LouTown, Evolution (And Flashback)
In St. Louis, it can feel hard to look to the future, when the echoes of the past can still be felt.
“From the Lewis and Clark expedition to the police killing of JT Michael Brown in 2014 and the launching of Black Lives Matter, many of the events that we consider central to the history of the United States occurred in St. Louis…The Missouri Compromise, the Dred Scott Case, the [American Frontier Wars], the East St. Louis Massacre in 1917, the Supreme Court decisions in the landmark civil rights cases Shelley v. Kraemer and Jones v. Mayer, Gaines v. Canada, and McDonnell-Douglas Corp. v. Green: all of these events are aspects of the history of the United States that cannot be truly understood apart from their St. Louis roots.”
The Broken Heart of America, by Walter Johnson
Living in the present in St. Louis, you can feel a direct connection to these past events through the heavy police presence, the abundance of vacant buildings, and the demolition of neighborhoods. But you can also feel a relationship with St. Louis' imperial past through the stark difference in what borders the city line: three of the nation's wealthiest neighborhoods (Town and Country, Ladue, and Frontenac). As you move through the city, there is a marked absence of Black history and culture. This feeling becomes more intense when you recognize (in a rather overwhelming way tbh) the monumentalization of whiteness embedded in the urban planning, the public space, and the preserved, historical buildings. With the past embedded so heavily in everyday living, pressing upon the needs of the present, it can feel challenging to consider how to evolve into new futures.
The track “Evolution (And Flashback)” from Gil-Scott-Heron’s Small Talk at 125th and Lenox inspires the structure of LouTown. Much like how the song’s composition interjects the poem “Flashback” within the poem “Evolution,” the film begins and ends with recent footage from mid-2022, bookending archived footage from 2017 and 2018.
The core of LouTown is the flashbacks that look back to the past: personal and communal moments living and making in St. Louis between 2014 and 2017. Those dates may have different meanings elsewhere, but to speak of those years as signposts in St. Louis invokes the murder of Michael Brown by Darren Wilson in 2014 and the acquittal of officer Jason Stockley in 2017. During this time, we as artists, even though some of us were not involved in organizing, felt the need to participate in activism. Even as the city has moved through these events, this period can still be seen, heard, and experienced in the new work and evolved practices of present-day St. Louis artists.
This brings into focus the moments of evolution documented more recently in 2022, the beginning and end of the film which depicts two artists: painter Savis Davis Austin and dancer Jordan McDaniel. They create freely and with the resources immediately available to them. Their movement now, on the rooftop and the canvas, stands in contrast to the stillness of De Nichols, Julisa Powell, Emmanuel Gamble, Bria Kelly, and Tyler Small as they have their hands up in 2017. Both qualities of movement, the evolution and flashback, define a type of St. Louisan artist who is deeply connected to and inspired by their neighborhood to attend to the present and move forward. Whether that neighborhood is Benton Park West, Forest Park, Hyde Park, Old North, or Midtown, there is a unique St. Louisan spirit for artists to simultaneously contribute as both artists and activists, an impulse that evolved in the years between 2014 and 2017.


[Task prompt]:
Repeat the entries exactly as they stand.
======== Given records ========
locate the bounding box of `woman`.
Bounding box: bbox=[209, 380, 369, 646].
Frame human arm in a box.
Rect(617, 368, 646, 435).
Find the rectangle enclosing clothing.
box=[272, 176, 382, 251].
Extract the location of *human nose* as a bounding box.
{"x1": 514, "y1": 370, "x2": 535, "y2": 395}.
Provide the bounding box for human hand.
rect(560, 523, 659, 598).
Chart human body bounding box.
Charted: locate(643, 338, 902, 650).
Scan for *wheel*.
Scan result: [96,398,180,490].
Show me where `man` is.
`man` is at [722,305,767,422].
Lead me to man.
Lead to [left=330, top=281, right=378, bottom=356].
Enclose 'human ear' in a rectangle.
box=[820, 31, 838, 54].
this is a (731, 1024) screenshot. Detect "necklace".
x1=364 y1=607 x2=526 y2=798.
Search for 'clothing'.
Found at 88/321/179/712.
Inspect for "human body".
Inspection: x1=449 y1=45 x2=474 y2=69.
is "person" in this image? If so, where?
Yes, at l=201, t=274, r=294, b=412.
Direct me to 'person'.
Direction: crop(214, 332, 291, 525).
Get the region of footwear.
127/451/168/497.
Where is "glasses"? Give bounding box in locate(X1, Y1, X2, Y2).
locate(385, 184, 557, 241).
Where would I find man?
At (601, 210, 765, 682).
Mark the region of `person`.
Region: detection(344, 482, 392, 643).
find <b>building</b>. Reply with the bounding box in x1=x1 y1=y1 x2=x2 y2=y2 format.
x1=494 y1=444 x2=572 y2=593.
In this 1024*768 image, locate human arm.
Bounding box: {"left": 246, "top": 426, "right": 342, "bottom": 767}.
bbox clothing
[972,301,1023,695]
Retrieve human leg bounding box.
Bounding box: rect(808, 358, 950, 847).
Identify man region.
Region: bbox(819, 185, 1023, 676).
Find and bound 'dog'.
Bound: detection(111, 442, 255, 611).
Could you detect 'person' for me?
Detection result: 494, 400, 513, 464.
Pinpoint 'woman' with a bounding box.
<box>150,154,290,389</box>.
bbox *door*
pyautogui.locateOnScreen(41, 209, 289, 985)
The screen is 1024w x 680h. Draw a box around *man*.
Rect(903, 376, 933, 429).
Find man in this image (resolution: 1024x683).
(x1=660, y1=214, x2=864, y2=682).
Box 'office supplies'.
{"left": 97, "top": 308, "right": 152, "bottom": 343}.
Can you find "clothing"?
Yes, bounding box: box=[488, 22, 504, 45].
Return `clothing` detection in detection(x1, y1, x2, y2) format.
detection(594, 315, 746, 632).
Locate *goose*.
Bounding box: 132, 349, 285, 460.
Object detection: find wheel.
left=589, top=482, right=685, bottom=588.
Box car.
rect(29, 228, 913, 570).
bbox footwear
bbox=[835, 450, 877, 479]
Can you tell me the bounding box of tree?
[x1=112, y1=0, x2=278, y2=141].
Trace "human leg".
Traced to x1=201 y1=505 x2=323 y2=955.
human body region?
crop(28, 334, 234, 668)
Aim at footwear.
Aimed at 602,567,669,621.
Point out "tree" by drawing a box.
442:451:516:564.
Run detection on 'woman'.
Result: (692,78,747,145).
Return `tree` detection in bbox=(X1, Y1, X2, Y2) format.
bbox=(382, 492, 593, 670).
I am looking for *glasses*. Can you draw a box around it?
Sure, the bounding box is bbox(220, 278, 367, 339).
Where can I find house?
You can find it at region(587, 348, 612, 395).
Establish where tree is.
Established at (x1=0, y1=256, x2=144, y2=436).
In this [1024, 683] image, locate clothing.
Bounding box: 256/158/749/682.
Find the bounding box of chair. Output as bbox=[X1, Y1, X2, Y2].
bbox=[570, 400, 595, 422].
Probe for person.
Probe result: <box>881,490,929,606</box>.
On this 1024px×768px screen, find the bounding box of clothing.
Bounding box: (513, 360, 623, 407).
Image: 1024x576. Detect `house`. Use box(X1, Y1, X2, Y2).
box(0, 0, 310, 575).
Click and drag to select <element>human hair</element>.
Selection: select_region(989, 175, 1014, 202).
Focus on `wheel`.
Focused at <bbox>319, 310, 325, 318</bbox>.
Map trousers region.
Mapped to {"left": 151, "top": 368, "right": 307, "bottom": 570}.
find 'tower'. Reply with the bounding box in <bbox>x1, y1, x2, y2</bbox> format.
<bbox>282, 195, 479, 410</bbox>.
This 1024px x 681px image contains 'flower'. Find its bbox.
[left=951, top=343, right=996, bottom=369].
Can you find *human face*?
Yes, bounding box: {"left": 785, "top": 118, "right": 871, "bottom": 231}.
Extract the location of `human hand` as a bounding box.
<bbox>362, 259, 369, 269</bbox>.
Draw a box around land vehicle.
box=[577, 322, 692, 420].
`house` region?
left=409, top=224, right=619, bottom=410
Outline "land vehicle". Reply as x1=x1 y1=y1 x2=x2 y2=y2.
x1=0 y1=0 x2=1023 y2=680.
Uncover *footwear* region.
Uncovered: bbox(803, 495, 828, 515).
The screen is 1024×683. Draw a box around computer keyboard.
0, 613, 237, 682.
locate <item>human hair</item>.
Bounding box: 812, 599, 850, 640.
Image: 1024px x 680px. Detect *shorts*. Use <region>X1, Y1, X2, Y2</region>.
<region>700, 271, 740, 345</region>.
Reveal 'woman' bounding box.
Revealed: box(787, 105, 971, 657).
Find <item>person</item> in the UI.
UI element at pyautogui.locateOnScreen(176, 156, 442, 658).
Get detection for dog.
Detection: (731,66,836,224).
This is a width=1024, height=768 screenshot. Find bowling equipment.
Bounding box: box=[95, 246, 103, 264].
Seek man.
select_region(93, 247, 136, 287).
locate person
========
[Reply to the exercise]:
locate the bounding box of `woman`.
Bounding box: bbox=[209, 380, 369, 646].
Frame human arm in a box.
Rect(617, 368, 646, 435).
Find the rectangle enclosing clothing.
box=[272, 176, 382, 251].
Extract the location of *human nose* as a bounding box.
{"x1": 514, "y1": 370, "x2": 535, "y2": 395}.
Provide the bounding box for human hand.
rect(560, 523, 659, 598).
Chart human body bounding box.
Charted: locate(643, 338, 902, 650).
Scan for *wheel*.
Scan result: [96,398,180,490].
Show me where `man` is.
`man` is at [722,305,767,422].
Lead me to man.
Lead to [left=330, top=281, right=378, bottom=356].
Enclose 'human ear' in a rectangle.
box=[820, 31, 838, 54].
this is a (731, 1024) screenshot. Detect "necklace".
x1=364 y1=607 x2=526 y2=798.
Search for 'clothing'.
Found at 88/321/179/712.
Inspect for "human body".
Inspection: x1=449 y1=45 x2=474 y2=69.
is "person" in this image? If so, where?
Yes, at l=201, t=274, r=294, b=412.
Direct me to 'person'.
Direction: crop(214, 332, 291, 525).
Get the region of footwear.
127/451/168/497.
Where is "glasses"? Give bounding box in locate(X1, Y1, X2, Y2).
locate(385, 184, 557, 241).
Where would I find man?
At (601, 210, 765, 682).
Mark the region of `person`.
Region: detection(344, 482, 392, 643).
find <b>building</b>. Reply with the bounding box in x1=x1 y1=y1 x2=x2 y2=y2 format.
x1=494 y1=444 x2=572 y2=593.
In this 1024*768 image, locate human arm.
Bounding box: {"left": 246, "top": 426, "right": 342, "bottom": 767}.
bbox clothing
[972,301,1023,695]
Retrieve human leg bounding box.
Bounding box: rect(808, 358, 950, 847).
Identify man region.
Region: bbox(819, 185, 1023, 676).
Find and bound 'dog'.
Bound: detection(111, 442, 255, 611).
Could you detect 'person' for me?
Detection result: 494, 400, 513, 464.
Pinpoint 'woman' with a bounding box.
<box>150,154,290,389</box>.
bbox *door*
pyautogui.locateOnScreen(41, 209, 289, 985)
The screen is 1024w x 680h. Draw a box around *man*.
Rect(903, 376, 933, 429).
Find man in this image (resolution: 1024x683).
(x1=660, y1=214, x2=864, y2=682).
Box 'office supplies'.
{"left": 97, "top": 308, "right": 152, "bottom": 343}.
Can you find "clothing"?
Yes, bounding box: box=[488, 22, 504, 45].
Return `clothing` detection in detection(x1, y1, x2, y2) format.
detection(594, 315, 746, 632).
Locate *goose*.
Bounding box: 132, 349, 285, 460.
Object detection: find wheel.
left=589, top=482, right=685, bottom=588.
Box car.
rect(29, 228, 913, 570).
bbox footwear
bbox=[835, 450, 877, 479]
Can you tell me the bounding box of tree?
[x1=112, y1=0, x2=278, y2=141].
Trace "human leg".
Traced to x1=201 y1=505 x2=323 y2=955.
human body region?
crop(28, 334, 234, 668)
Aim at footwear.
Aimed at 602,567,669,621.
Point out "tree" by drawing a box.
442:451:516:564.
Run detection on 'woman'.
Result: (692,78,747,145).
Return `tree` detection in bbox=(X1, Y1, X2, Y2) format.
bbox=(382, 492, 593, 670).
I am looking for *glasses*. Can you draw a box around it?
Sure, the bounding box is bbox(220, 278, 367, 339).
Where can I find house?
You can find it at region(587, 348, 612, 395).
Establish where tree is.
Established at (x1=0, y1=256, x2=144, y2=436).
In this [1024, 683] image, locate clothing.
Bounding box: 256/158/749/682.
Find the bounding box of chair. Output as bbox=[X1, Y1, X2, Y2].
bbox=[570, 400, 595, 422].
Probe for person.
Probe result: <box>881,490,929,606</box>.
On this 1024px×768px screen, find the bounding box of clothing.
Bounding box: (513, 360, 623, 407).
Image: 1024x576. Detect `house`. Use box(X1, Y1, X2, Y2).
box(0, 0, 310, 575).
Click and drag to select <element>human hair</element>.
Selection: select_region(989, 175, 1014, 202).
Focus on `wheel`.
Focused at <bbox>319, 310, 325, 318</bbox>.
Map trousers region.
Mapped to {"left": 151, "top": 368, "right": 307, "bottom": 570}.
find 'tower'. Reply with the bounding box in <bbox>x1, y1, x2, y2</bbox> format.
<bbox>282, 195, 479, 410</bbox>.
This 1024px x 681px image contains 'flower'. Find its bbox.
[left=951, top=343, right=996, bottom=369].
Can you find *human face*?
Yes, bounding box: {"left": 785, "top": 118, "right": 871, "bottom": 231}.
Extract the location of `human hand` as a bounding box.
<bbox>362, 259, 369, 269</bbox>.
Draw a box around land vehicle.
box=[577, 322, 692, 420].
`house` region?
left=409, top=224, right=619, bottom=410
Outline "land vehicle". Reply as x1=x1 y1=y1 x2=x2 y2=y2.
x1=0 y1=0 x2=1023 y2=680.
Uncover *footwear* region.
Uncovered: bbox(803, 495, 828, 515).
The screen is 1024×683. Draw a box around computer keyboard.
0, 613, 237, 682.
locate <item>human hair</item>.
Bounding box: 812, 599, 850, 640.
Image: 1024px x 680px. Detect *shorts*. Use <region>X1, Y1, X2, Y2</region>.
<region>700, 271, 740, 345</region>.
Reveal 'woman' bounding box.
Revealed: box(787, 105, 971, 657).
Find <item>person</item> in the UI.
UI element at pyautogui.locateOnScreen(176, 156, 442, 658).
Get detection for dog.
Detection: (731,66,836,224).
This is a width=1024, height=768 screenshot. Find bowling equipment.
Bounding box: box=[95, 246, 103, 264].
Seek man.
select_region(93, 247, 136, 287).
locate person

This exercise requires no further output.